The Cambrian

Politicians who don’t listen face the people’s wrath

A vote on the dismissal of California Coastal Commission Executive Director Charles Lester is on the agenda at a meeting in Morro Bay. Supporters gather outside the Morro Bay Community Center before hearing.
A vote on the dismissal of California Coastal Commission Executive Director Charles Lester is on the agenda at a meeting in Morro Bay. Supporters gather outside the Morro Bay Community Center before hearing. dmiddlecamp@thetribunenews.com
Populist: a believer in the rights, wisdom, or virtues of the common people.

www.merriam-webster.com

Your opinion doesn’t count, because we’ve already made up your mind for you.

That’s the message citizens are hearing from public officials these days, and a lot of them don’t like it — which could help explain the rise of candidates outside the political mainstream in this election season.

▪ Donald Trump, who was a registered Democrat from 2001 to 2009 who’s never held public office, is the leading Republican candidate for president.

▪ Bernie Sanders, an independent from 1979 to 2015, just won the Democratic primary in New Hampshire by 22 percentage points.

▪ Former New York City Mayor Michael Bloomberg is weighing an independent run for the presidency.

Voters have been chafing against partisan labels for some time, and the trend has been accelerating in recent years. A Pew Research survey in 2014 found independent voters numbered nearly 4 in 10, their biggest share of the electorate in more than 75 years of polling. And the trend may well continue.

Why?

Consider, as Exhibit A, what happened at the decidedly undemocratic Democratic primary in New Hampshire, where Sanders won 60 percent of the vote to just 38 percent for Hillary Clinton … yet saw her match his delegate total because six party insiders called “superdelegates” had already pledged to support her. When one candidate loses in a landslide but still walks away with as many delegates as her rival, it’s hard to argue it’s the will of the people.

Voters want an election, not a coronation. People want a voice in the decisions that affect them, and when they don’t get it, they tend to get angry.

Meanwhile, in Morro Bay

The same thing can happen on the local level — and it did last week, when the California Coastal Commission voted 7-5 to fire Charles Lester, its executive director since 2012.

The commission had received some 29,000 emails on the subject, virtually all of them supporting Lester, and hundreds turned out to support him at a hearing Wednesday in Morro Bay.

Many of Lester’s supporters suspected he was being ousted to clear the way for more development along the coast. The commissioners denied this, but after the vote was cast, none of them explained why they’d chosen to remove him.

During deliberations, some expressed concerns that Lester hadn’t kept them informed. But the far bigger issue is the commissioners’ unwillingness to keep the public informed.

Instead of voting openly to fire Lester, they did it in closed session, citing a concern for his privacy. The reasoning: They didn’t want to discuss performance issues. Yet according to the Los Angeles Times, the agency’s own chief counsel had advised them such issues could, in fact, be discussed publicly because Lester had opted to defend himself in public, at the hearing.

Conservation allegation

Did the commission really fire Lester because it wants more development on the coast, as its critics charge?

It’s a serious allegation.

According to ActCoastal, an environmental group that monitors the Coastal Commission, every panel member who voted to retain Lester had at least as many “pro-conservation votes” as “anti-conservation votes.” Among the seven who voted to oust him, five had more votes classified as anti-conservation, one had an equal number of both and one was an alternate.

It’s worth noting that ActCoastal is an environmental group that supported retaining Lester, and we don’t know what criteria it used to categorize commissioners’ votes. Its ratings, published more than three weeks before the vote, don’t prove anything, but they’re not going to silence the critics, either. And if commissioners have other reasons for acting, as they claim, they owe it to the public to give a specific, point-by-point accounting of those reasons. Immediately. Not days later once the dust has settled and they’ve all had time to get out of Dodge.

The message they sent by failing to do so — intentional or not — is that the thousands of people who spoke up in favor of Lester don’t know what they’re talking about, that their opinions don’t matter, and that the commission won’t do them the courtesy of telling them why.

Sometimes, they listen

Fortunately, it doesn’t always turn out that way.

In Cambria, where the services district has had some perception problems in the past year or so, directors heeded pleas to “keep Cambria Fire local” and decided not to turn fire protection over to Cal Fire. As it turns out, a deal with Cal Fire could have cost as much as $145,000 more each year, confirming fears expressed by some in the community that Cal Fire would be more expensive.

The district board voted 5-0 on Friday to retain local control.

The board also recently said it would consider moving some of its meetings to the evening after some members of the public said it was difficult for them to attend during the afternoon.

This is encouraging. Cambria, the coast and the nation need more openness and responsiveness. The idea of a representative democracy is to give the public a voice in its future, not to drown that voice out with a condescending chorus of “we know better.”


> [Task directions] Your answer should be one number: how many lines below have the word "plot".

BEGIN

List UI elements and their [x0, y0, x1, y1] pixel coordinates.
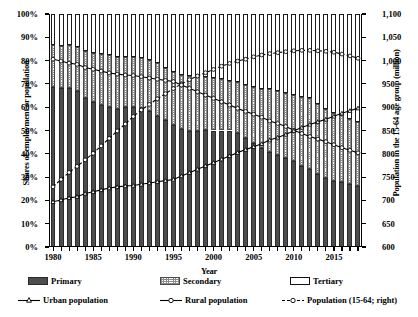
- x-tick-label: 2010: [285, 252, 302, 262]
- x-tick-label: 1980: [45, 252, 62, 262]
- legend-item-rural: Rural population: [160, 295, 248, 305]
- legend-item-primary: Primary: [28, 276, 82, 286]
- x-tick-mark: [229, 247, 230, 251]
- legend-label-secondary: Secondary: [183, 276, 221, 286]
- y-tick-mark-left: [45, 246, 49, 247]
- x-tick-mark: [269, 247, 270, 251]
- y-tick-mark-right: [362, 200, 366, 201]
- y-tick-label-right: 950: [382, 79, 395, 89]
- y-tick-mark-right: [362, 37, 366, 38]
- x-tick-mark: [341, 247, 342, 251]
- plot-frame: [49, 14, 362, 247]
- x-axis-title: Year: [0, 266, 418, 276]
- y-tick-label-left: 90%: [21, 32, 38, 42]
- x-tick-mark: [173, 247, 174, 251]
- y-tick-mark-left: [45, 177, 49, 178]
- x-tick-mark: [69, 247, 70, 251]
- y-tick-label-left: 0%: [25, 242, 38, 252]
- y-tick-label-right: 650: [382, 219, 395, 229]
- x-tick-mark: [61, 247, 62, 251]
- y-tick-mark-right: [362, 177, 366, 178]
- y-tick-label-right: 850: [382, 126, 395, 136]
- y-axis-tick-labels-left: 100%90%80%70%60%50%40%30%20%10%0%: [0, 0, 44, 317]
- y-tick-mark-right: [362, 107, 366, 108]
- y-tick-label-left: 70%: [21, 79, 38, 89]
- y-tick-label-left: 80%: [21, 56, 38, 66]
- y-tick-mark-left: [45, 153, 49, 154]
- x-tick-mark: [293, 247, 294, 251]
- plot-area: [49, 14, 362, 247]
- x-tick-mark: [85, 247, 86, 251]
- primary-swatch-icon: [28, 277, 48, 285]
- y-axis-tick-labels-right: 1,1001,0501,000950900850800750700650600: [374, 0, 418, 317]
- y-tick-label-left: 100%: [17, 9, 38, 19]
- tertiary-swatch-icon: [290, 277, 310, 285]
- x-tick-mark: [149, 247, 150, 251]
- population-line-icon: [282, 296, 304, 305]
- x-tick-label: 1990: [125, 252, 142, 262]
- x-tick-mark: [141, 247, 142, 251]
- rural-line-icon: [160, 296, 182, 305]
- x-tick-mark: [301, 247, 302, 251]
- y-tick-label-right: 1,000: [382, 56, 401, 66]
- x-tick-mark: [357, 247, 358, 251]
- y-tick-label-left: 40%: [21, 149, 38, 159]
- y-tick-mark-left: [45, 13, 49, 14]
- x-tick-mark: [77, 247, 78, 251]
- y-tick-mark-left: [45, 83, 49, 84]
- legend-item-urban: Urban population: [18, 295, 108, 305]
- x-tick-label: 2015: [325, 252, 342, 262]
- y-tick-mark-right: [362, 83, 366, 84]
- x-tick-label: 2005: [245, 252, 262, 262]
- legend-label-primary: Primary: [51, 276, 82, 286]
- x-tick-mark: [317, 247, 318, 251]
- x-tick-mark: [157, 247, 158, 251]
- y-tick-label-right: 1,100: [382, 9, 401, 19]
- y-tick-label-right: 600: [382, 242, 395, 252]
- x-tick-mark: [213, 247, 214, 251]
- y-tick-label-left: 20%: [21, 195, 38, 205]
- x-tick-mark: [325, 247, 326, 251]
- x-tick-mark: [133, 247, 134, 251]
- legend-label-urban: Urban population: [43, 295, 108, 305]
- x-tick-mark: [221, 247, 222, 251]
- y-tick-mark-right: [362, 223, 366, 224]
- x-tick-label: 1985: [85, 252, 102, 262]
- x-tick-mark: [93, 247, 94, 251]
- legend-row-lines: Urban population Rural population Popula…: [0, 295, 418, 312]
- y-tick-mark-right: [362, 130, 366, 131]
- legend-label-population: Population (15-64; right): [307, 295, 397, 305]
- x-tick-mark: [333, 247, 334, 251]
- y-tick-mark-left: [45, 37, 49, 38]
- x-tick-mark: [125, 247, 126, 251]
- legend-label-rural: Rural population: [185, 295, 248, 305]
- x-tick-label: 1995: [165, 252, 182, 262]
- x-tick-label: 2000: [205, 252, 222, 262]
- legend-item-population: Population (15-64; right): [282, 295, 397, 305]
- x-tick-mark: [101, 247, 102, 251]
- x-tick-mark: [181, 247, 182, 251]
- chart-figure: Shares of employment or population Popul…: [0, 0, 418, 317]
- x-tick-mark: [117, 247, 118, 251]
- x-tick-mark: [109, 247, 110, 251]
- x-tick-mark: [253, 247, 254, 251]
- y-tick-mark-left: [45, 107, 49, 108]
- x-tick-mark: [197, 247, 198, 251]
- chart-legend: Primary Secondary Tertiary Urban populat…: [0, 276, 418, 317]
- y-tick-label-right: 750: [382, 172, 395, 182]
- secondary-swatch-icon: [160, 277, 180, 285]
- y-tick-mark-left: [45, 130, 49, 131]
- x-tick-mark: [277, 247, 278, 251]
- legend-label-tertiary: Tertiary: [313, 276, 343, 286]
- y-tick-label-right: 1,050: [382, 32, 401, 42]
- y-tick-mark-right: [362, 60, 366, 61]
- y-tick-label-left: 50%: [21, 126, 38, 136]
- x-tick-mark: [205, 247, 206, 251]
- x-axis-tick-labels: 19801985199019952000200520102015: [0, 252, 418, 266]
- y-tick-label-right: 800: [382, 149, 395, 159]
- y-tick-mark-left: [45, 223, 49, 224]
- legend-item-secondary: Secondary: [160, 276, 221, 286]
- x-tick-mark: [285, 247, 286, 251]
- y-tick-mark-right: [362, 246, 366, 247]
- x-tick-mark: [309, 247, 310, 251]
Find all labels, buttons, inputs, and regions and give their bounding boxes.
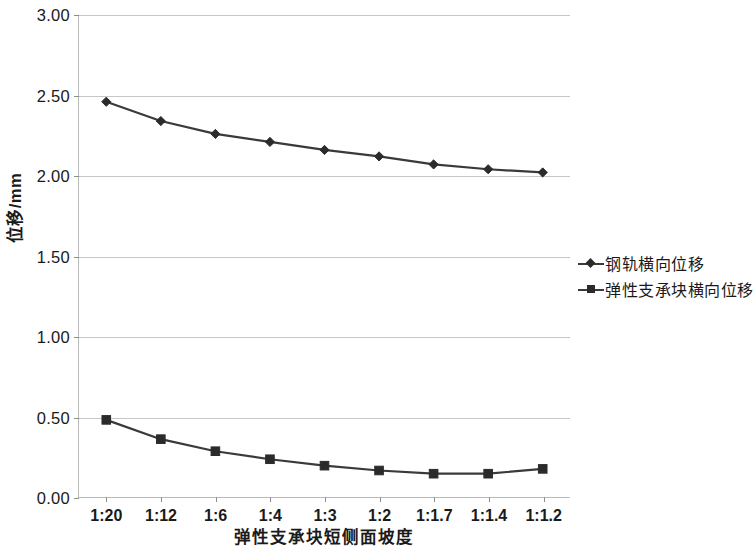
data-point-marker	[538, 465, 547, 474]
x-axis-tick	[161, 497, 162, 502]
data-point-marker	[375, 466, 384, 475]
x-axis-tick	[270, 497, 271, 502]
data-point-marker	[211, 129, 220, 138]
x-axis-tick	[216, 497, 217, 502]
y-axis-tick-label: 0.50	[37, 408, 70, 427]
legend-item-label: 钢轨横向位移	[605, 251, 704, 275]
y-axis-tick-label: 2.00	[37, 167, 70, 186]
x-axis-tick-label: 1:20	[90, 507, 122, 525]
y-axis-tick-label: 3.00	[37, 6, 70, 25]
data-point-marker	[320, 461, 329, 470]
y-axis-title: 位移/mm	[2, 148, 26, 268]
plot-area: 3.002.502.001.501.000.500.00 1:201:121:6…	[78, 15, 570, 498]
x-axis-tick	[434, 497, 435, 502]
x-axis-tick-label: 1:1.2	[525, 507, 561, 525]
legend-item[interactable]: 钢轨横向位移	[578, 250, 753, 276]
data-point-marker	[265, 137, 274, 146]
series-line	[106, 102, 542, 173]
x-axis-tick-label: 1:12	[145, 507, 177, 525]
x-axis-tick-label: 1:3	[313, 507, 336, 525]
data-point-marker	[211, 447, 220, 456]
x-axis-tick-label: 1:6	[204, 507, 227, 525]
x-axis-tick	[325, 497, 326, 502]
y-axis-tick-label: 1.00	[37, 328, 70, 347]
y-axis-tick-label: 2.50	[37, 86, 70, 105]
x-axis-tick	[544, 497, 545, 502]
data-point-marker	[374, 152, 383, 161]
x-axis-tick	[489, 497, 490, 502]
data-point-marker	[484, 165, 493, 174]
line-chart: 位移/mm 3.002.502.001.501.000.500.00 1:201…	[0, 0, 755, 553]
x-axis-tick-label: 1:2	[368, 507, 391, 525]
x-axis-tick-label: 1:1.7	[416, 507, 452, 525]
data-point-marker	[156, 116, 165, 125]
data-point-marker	[266, 455, 275, 464]
data-point-marker	[102, 97, 111, 106]
data-point-marker	[429, 160, 438, 169]
y-axis-tick-label: 1.50	[37, 247, 70, 266]
series-1	[102, 97, 548, 177]
data-point-marker	[484, 469, 493, 478]
legend-item[interactable]: 弹性支承块横向位移	[578, 276, 753, 302]
chart-legend: 钢轨横向位移弹性支承块横向位移	[578, 250, 753, 302]
legend-item-label: 弹性支承块横向位移	[605, 277, 754, 301]
data-point-marker	[102, 416, 111, 425]
data-point-marker	[157, 435, 166, 444]
x-axis-tick	[380, 497, 381, 502]
x-axis-tick	[106, 497, 107, 502]
data-point-marker	[429, 469, 438, 478]
data-point-marker	[320, 145, 329, 154]
x-axis-tick-label: 1:4	[259, 507, 282, 525]
y-axis-tick	[74, 498, 79, 499]
y-axis-tick-label: 0.00	[37, 489, 70, 508]
square-marker-icon	[578, 281, 604, 297]
series-plot	[79, 15, 570, 497]
data-point-marker	[538, 168, 547, 177]
x-axis-tick-label: 1:1.4	[471, 507, 507, 525]
diamond-marker-icon	[578, 255, 604, 271]
series-2	[102, 416, 547, 478]
x-axis-title: 弹性支承块短侧面坡度	[78, 524, 570, 548]
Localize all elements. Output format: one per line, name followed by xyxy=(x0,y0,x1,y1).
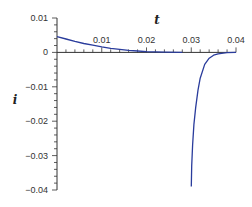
y-tick-label: 0.01 xyxy=(30,13,48,23)
tick-labels: 0.010−0.01−0.02−0.03−0.040.010.020.030.0… xyxy=(25,13,245,195)
x-tick-label: 0.01 xyxy=(93,35,111,45)
y-tick-label: −0.01 xyxy=(25,82,48,92)
data-curves xyxy=(57,37,236,187)
data-line xyxy=(191,52,236,186)
x-tick-label: 0.03 xyxy=(182,35,200,45)
x-tick-label: 0.04 xyxy=(227,35,245,45)
y-tick-label: −0.03 xyxy=(25,151,48,161)
y-tick-label: −0.02 xyxy=(25,116,48,126)
y-axis-label: i xyxy=(13,93,18,107)
y-tick-label: −0.04 xyxy=(25,185,48,195)
x-tick-label: 0.02 xyxy=(138,35,156,45)
y-tick-label: 0 xyxy=(43,47,48,57)
line-chart: 0.010−0.01−0.02−0.03−0.040.010.020.030.0… xyxy=(0,0,252,207)
x-axis-label: t xyxy=(154,13,160,27)
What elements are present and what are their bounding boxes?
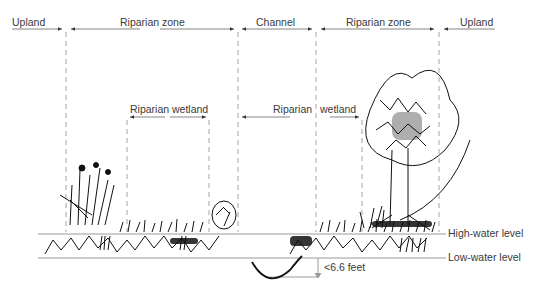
label-upland-left: Upland: [12, 17, 45, 28]
label-riparian-zone-right: Riparian zone: [346, 17, 411, 28]
label-riparian-wetland-left: Riparian wetland: [130, 104, 208, 115]
label-riparian-zone-left: Riparian zone: [120, 17, 185, 28]
label-riparian-wetland-right-2: wetland: [320, 104, 356, 115]
label-low-water-level: Low-water level: [448, 252, 521, 263]
depth-marker: [270, 258, 321, 278]
label-riparian-wetland-right-1: Riparian: [273, 104, 312, 115]
label-upland-right: Upland: [460, 17, 493, 28]
riparian-diagram: [0, 0, 540, 287]
zone-boundaries: [66, 32, 439, 232]
label-depth: <6.6 feet: [324, 262, 365, 273]
channel-bed: [252, 256, 302, 278]
water-level-lines: [38, 234, 446, 258]
label-high-water-level: High-water level: [448, 228, 523, 239]
label-channel: Channel: [256, 17, 295, 28]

END

> [Expected answer] 4